Environment & Energy
Related: About this forumWunderground.com sold to The Weather Channel Companies
The wild ride that began in 1995
Back in 1995, when the newly created commercial Internet put up for sale domains with a ".com" designation, and Weather Underground, Inc. became the world's first commercial weather web site, I could not have anticipated the wild ride that brought us to where we are at today. We registered the 2,000th domain ever taken, "wunderground.com", in 1995, missing registering "weather.com " by a month. Later that year, a group of executives from The Weather Channel visited us in Ann Arbor, inquiring on how we might work together. No sale resulted, but over the years, The Weather Channel and Weather Underground have had a number of meetings to discuss a possible merger. Many other companies have inquired about buying us, but we have always opted to stay independent, in order to nurture our creative, alternative weather web site and keep breaking new ground. The company's growth was slow at first, since we never took venture capital money. We grew from 6 employees in 1999 to 20 in 2009. But in the past three years, Weather Underground entered into a rapid period of growth that saw our staff more than double to 57 people.
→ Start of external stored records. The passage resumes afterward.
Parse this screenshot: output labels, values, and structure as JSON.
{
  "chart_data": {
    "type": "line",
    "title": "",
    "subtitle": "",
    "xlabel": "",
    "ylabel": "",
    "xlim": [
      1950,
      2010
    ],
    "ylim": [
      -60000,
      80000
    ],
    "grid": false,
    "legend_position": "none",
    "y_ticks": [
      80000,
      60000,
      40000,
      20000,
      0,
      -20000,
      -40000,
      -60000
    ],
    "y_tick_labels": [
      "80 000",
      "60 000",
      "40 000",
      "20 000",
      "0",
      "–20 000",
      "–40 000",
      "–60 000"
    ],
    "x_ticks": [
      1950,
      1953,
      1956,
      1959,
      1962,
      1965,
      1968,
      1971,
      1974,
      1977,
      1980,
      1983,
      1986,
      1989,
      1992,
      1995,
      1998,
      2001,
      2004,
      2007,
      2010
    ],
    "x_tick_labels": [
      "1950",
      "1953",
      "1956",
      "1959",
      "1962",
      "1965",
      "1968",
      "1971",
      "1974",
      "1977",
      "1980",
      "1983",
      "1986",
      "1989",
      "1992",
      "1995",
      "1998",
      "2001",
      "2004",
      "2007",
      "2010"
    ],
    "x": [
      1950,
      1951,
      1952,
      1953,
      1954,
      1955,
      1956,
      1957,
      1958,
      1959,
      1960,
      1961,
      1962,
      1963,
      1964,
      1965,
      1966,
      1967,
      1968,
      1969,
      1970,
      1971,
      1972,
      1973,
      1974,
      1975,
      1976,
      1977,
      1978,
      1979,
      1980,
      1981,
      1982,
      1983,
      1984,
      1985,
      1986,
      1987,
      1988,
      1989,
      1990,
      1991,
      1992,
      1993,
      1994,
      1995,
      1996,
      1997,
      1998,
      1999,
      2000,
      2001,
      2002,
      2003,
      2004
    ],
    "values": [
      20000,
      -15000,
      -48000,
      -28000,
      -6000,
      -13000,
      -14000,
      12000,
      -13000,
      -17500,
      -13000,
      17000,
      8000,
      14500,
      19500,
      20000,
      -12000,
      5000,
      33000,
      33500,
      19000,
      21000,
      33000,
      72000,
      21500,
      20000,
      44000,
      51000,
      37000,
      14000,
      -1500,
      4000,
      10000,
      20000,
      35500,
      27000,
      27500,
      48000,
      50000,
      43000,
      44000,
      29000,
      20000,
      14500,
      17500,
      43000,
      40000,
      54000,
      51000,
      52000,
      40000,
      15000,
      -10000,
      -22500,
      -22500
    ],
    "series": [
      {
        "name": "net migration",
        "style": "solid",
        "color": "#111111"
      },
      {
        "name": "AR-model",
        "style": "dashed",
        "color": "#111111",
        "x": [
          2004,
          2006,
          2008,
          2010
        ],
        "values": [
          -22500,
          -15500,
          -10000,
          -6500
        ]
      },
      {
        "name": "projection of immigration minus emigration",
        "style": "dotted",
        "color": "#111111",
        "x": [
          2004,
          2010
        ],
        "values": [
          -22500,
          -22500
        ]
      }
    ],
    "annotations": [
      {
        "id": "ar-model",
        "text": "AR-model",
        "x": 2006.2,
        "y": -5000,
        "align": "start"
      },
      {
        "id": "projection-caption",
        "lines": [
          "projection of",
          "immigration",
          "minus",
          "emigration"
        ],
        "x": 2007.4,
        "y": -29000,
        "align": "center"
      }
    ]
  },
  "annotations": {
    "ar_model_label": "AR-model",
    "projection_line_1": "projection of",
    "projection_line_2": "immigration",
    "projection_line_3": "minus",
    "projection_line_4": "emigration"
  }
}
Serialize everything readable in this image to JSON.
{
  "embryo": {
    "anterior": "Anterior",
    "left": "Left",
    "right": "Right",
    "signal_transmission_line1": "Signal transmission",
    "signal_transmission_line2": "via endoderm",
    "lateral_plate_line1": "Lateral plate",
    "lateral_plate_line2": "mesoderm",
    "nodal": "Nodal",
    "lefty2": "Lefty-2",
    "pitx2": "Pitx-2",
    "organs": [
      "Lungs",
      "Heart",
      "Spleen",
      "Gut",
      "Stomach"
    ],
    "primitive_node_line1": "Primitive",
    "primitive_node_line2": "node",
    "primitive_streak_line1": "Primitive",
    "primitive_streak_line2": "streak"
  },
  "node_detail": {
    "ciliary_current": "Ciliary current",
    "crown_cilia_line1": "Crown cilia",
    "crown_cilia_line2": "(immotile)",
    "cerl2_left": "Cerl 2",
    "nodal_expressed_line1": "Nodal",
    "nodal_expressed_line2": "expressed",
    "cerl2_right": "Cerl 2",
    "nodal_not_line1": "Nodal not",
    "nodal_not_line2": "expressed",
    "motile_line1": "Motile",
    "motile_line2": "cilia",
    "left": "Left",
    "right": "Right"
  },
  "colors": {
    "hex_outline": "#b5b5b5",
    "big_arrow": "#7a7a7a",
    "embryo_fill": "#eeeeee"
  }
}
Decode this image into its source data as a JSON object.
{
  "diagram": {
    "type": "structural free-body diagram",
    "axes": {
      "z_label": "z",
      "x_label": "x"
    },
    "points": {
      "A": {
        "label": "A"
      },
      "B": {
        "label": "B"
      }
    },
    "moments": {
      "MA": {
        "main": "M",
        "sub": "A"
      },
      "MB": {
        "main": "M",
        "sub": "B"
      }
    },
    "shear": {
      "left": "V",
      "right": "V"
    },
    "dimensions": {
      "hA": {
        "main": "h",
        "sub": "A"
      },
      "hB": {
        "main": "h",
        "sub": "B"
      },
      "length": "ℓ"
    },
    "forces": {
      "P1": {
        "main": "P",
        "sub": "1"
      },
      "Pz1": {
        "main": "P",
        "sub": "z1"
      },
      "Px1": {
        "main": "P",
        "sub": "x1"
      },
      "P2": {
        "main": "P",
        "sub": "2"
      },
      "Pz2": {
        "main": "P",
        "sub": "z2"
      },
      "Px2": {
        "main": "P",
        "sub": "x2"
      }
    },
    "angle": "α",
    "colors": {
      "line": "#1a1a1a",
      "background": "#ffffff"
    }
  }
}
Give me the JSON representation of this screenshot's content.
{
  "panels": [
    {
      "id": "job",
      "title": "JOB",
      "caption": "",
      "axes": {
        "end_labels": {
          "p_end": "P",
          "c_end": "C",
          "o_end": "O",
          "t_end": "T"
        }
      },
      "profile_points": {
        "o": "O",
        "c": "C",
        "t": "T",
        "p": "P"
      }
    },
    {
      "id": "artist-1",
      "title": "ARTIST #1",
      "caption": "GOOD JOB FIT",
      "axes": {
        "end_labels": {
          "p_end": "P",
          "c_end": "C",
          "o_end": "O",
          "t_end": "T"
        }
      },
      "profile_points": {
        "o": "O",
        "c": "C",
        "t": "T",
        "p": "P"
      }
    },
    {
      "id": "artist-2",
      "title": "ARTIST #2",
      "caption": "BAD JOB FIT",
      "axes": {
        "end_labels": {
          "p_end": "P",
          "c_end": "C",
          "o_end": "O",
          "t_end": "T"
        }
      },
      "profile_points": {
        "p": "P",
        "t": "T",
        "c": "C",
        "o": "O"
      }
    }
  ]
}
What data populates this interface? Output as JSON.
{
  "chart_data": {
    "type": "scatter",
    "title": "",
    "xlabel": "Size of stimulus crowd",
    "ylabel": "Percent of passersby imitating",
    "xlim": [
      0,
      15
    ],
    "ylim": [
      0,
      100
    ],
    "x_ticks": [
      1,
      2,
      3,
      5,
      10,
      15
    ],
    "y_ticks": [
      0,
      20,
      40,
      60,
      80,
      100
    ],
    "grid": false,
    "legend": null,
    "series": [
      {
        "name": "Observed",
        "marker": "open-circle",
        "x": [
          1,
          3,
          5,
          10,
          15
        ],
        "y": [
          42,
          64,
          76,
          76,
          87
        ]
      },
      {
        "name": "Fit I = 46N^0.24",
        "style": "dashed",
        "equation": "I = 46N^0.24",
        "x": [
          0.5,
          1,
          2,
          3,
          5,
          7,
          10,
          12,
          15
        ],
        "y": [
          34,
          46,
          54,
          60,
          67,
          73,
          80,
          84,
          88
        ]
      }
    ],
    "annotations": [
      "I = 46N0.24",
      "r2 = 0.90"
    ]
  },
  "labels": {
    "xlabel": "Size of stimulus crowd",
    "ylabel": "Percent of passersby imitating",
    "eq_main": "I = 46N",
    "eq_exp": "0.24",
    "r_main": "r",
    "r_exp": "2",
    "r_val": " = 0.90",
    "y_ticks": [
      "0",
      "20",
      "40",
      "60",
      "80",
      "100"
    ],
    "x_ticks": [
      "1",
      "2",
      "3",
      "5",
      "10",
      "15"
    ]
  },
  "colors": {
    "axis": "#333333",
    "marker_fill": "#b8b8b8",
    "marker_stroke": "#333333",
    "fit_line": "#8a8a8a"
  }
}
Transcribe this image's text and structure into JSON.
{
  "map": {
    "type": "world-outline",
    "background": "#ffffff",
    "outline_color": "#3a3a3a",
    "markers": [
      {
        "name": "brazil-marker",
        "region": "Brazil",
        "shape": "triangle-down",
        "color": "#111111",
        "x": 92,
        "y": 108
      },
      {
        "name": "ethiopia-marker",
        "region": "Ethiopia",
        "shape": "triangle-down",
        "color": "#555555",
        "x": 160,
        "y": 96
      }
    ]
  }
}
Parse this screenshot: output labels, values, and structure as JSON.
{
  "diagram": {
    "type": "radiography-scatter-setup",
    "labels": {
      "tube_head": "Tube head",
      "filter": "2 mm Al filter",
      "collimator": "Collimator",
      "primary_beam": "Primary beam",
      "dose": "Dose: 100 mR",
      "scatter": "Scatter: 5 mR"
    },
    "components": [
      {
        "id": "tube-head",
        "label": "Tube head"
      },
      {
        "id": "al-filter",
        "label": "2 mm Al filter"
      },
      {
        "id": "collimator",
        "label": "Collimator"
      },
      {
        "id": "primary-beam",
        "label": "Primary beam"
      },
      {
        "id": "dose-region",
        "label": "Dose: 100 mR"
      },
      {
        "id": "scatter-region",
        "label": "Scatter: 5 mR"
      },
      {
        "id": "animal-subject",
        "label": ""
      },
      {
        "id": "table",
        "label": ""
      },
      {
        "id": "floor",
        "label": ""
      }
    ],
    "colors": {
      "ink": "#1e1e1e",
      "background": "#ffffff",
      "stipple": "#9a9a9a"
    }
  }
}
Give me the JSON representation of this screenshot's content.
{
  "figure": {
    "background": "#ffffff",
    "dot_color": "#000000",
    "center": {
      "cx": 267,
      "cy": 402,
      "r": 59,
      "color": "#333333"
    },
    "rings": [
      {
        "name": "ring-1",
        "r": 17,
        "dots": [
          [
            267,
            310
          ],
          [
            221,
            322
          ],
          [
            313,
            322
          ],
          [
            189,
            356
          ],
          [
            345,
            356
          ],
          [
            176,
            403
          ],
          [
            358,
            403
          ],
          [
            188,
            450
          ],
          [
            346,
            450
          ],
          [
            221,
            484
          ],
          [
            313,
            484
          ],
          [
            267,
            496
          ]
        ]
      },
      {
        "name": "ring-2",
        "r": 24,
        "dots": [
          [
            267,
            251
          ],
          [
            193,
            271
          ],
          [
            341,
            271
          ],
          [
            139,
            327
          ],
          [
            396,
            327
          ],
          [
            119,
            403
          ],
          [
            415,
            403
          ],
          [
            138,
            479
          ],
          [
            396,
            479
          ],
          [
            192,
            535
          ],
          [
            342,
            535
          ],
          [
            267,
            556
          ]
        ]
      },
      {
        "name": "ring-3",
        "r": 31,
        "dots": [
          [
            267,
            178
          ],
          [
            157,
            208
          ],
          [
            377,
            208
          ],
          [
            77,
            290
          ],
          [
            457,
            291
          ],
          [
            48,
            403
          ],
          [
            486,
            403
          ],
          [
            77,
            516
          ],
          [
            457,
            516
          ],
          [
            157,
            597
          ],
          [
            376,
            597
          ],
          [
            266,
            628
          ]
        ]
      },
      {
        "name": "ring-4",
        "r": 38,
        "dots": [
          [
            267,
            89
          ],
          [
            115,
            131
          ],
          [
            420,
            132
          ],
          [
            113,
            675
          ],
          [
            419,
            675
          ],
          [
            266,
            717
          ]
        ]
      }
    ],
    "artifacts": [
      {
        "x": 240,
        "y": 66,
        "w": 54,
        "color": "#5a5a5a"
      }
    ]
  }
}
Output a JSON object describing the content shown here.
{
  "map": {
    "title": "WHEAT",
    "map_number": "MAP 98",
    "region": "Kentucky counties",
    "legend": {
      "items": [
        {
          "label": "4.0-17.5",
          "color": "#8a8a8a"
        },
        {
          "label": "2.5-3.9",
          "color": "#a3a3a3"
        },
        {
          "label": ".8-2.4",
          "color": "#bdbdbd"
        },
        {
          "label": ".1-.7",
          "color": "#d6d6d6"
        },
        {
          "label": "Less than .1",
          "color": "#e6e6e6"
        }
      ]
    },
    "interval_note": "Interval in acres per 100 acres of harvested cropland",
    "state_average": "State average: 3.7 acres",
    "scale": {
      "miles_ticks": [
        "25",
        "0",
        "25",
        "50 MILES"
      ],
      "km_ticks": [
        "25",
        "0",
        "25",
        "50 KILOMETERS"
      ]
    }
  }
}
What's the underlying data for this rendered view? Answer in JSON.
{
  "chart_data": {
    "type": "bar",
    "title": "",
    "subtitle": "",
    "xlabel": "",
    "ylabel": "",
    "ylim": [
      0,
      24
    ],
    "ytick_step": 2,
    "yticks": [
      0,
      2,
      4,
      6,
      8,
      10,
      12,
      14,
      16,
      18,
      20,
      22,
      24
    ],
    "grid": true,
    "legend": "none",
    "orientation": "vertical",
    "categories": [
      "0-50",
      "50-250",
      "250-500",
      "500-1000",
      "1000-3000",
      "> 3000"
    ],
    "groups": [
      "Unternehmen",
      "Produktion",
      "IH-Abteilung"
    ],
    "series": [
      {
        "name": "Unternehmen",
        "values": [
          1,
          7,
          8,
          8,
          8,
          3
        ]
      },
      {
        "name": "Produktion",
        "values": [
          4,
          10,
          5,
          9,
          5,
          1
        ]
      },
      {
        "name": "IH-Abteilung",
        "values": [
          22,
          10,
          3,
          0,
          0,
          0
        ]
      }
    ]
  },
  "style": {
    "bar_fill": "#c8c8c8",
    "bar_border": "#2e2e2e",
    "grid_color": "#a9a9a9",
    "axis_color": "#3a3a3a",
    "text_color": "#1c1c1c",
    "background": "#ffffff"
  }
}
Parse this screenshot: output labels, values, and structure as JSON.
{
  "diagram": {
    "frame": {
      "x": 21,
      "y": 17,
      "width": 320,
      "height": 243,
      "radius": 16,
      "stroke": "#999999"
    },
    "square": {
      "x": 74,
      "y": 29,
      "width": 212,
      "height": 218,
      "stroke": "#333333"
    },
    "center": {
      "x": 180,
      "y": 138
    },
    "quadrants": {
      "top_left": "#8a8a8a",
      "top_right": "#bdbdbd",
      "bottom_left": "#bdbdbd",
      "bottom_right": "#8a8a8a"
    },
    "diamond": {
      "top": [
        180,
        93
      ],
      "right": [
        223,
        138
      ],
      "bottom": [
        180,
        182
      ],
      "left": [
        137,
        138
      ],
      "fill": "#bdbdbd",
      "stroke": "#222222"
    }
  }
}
With a swelling user base around the globe, and with demands for our services to be made available across so many new digital platforms like mobile phones and tablets, the board recognized the need for an even greater injection of resources, and the decision was made to merge with The Weather Channel Companies.
How will the merger with The Weather Channel improve wunderground?
The Weather Channel is committed to keeping the Weather Underground brand and the web site in its current form. Weather Underground CEO Alan Steremberg will remain in charge, and our meteorologists and developers will continue to create the ground-breaking weather products that we're renowned for. The plan is to make both wunderground.com and weather.com stronger, by sharing content and infrastructure. Many Weather Underground features, such as our Personal Weather Station data, WunderMap, and my blog, are scheduled to also appear on the weather.com web site in the coming months. My blog's main home will continue to be wunderground.com, and I have been asked to continue to write the same variety of science-based posts on hurricanes, extreme weather, and climate change that I've provided since 2005. I enjoy communicating weather science, and am pleased I will be able to do this for both wunderground and The Weather Channel, which has an audience about three times as large as wunderground's.
Figure 1. The original seven founders of wunderground.com, plus our first employee, circa 1998. In front, from left to right: Chris Schwerzler, Jeff Masters, Jeff Ferguson. In back: Dave Brooks, Alan Steremberg, Perry Samson, Chuck Prewitt, and Mike MacDonald.
kestrel91316
(51,666 posts)muriel_volestrangler
(101,400 posts)eg: http://climatecrocks.com/2011/02/16/former-skeptic-weather-channels-ostro-reviews-this-wild-winter/
http://www.weather.com/encyclopedia/global/index.html
Whereas the deniers, including a founder, denounce it as an apostate: http://www.mrc.org/node/26336
kestrel91316
(51,666 posts)rurallib
(62,471 posts)I just started using wunderground. But surely the weather channel will ruin it.
I am hot and in a grouchy mood.
BillyJack
(819 posts)I used to use the weather channel most of the time, until a few weeks ago when weather channel changed their format and LOADED it with tons of ads. Now it takes many, many clicks to get the same information that you could get with 2 or 3 clicks. Weather Underground shows me everything I need (and more) with 1 or 2 clicks. I'm very sorry to hear this news.
Kolesar
(31,182 posts)I would like to find maps of where the fronts will be in a few days, but I don't think they exist. Weather.com has the blandest descriptions of their maps, so I don't know what I am getting when I click on a map.
Weather.com does have some good stories, like last years' floods on the Ohio and Mississippi Rivers.
joshcryer
(62,280 posts)Taps into the best radar data out there and gives you a live view of what's going on.
XemaSab
(60,212 posts)msongs
(67,465 posts)joshcryer
(62,280 posts)...who simply use government data to get their data and they just regurgitate what the science based models tell them.
Weather Underground has been at the forefront of AGW and their data is impeccable.
I just hope this doesn't affect my Weather Underground Windows Widget. It's one click away from me and tells me exactly what the weather is doing.
Mojorabbit
(16,020 posts)I hate the weather channel.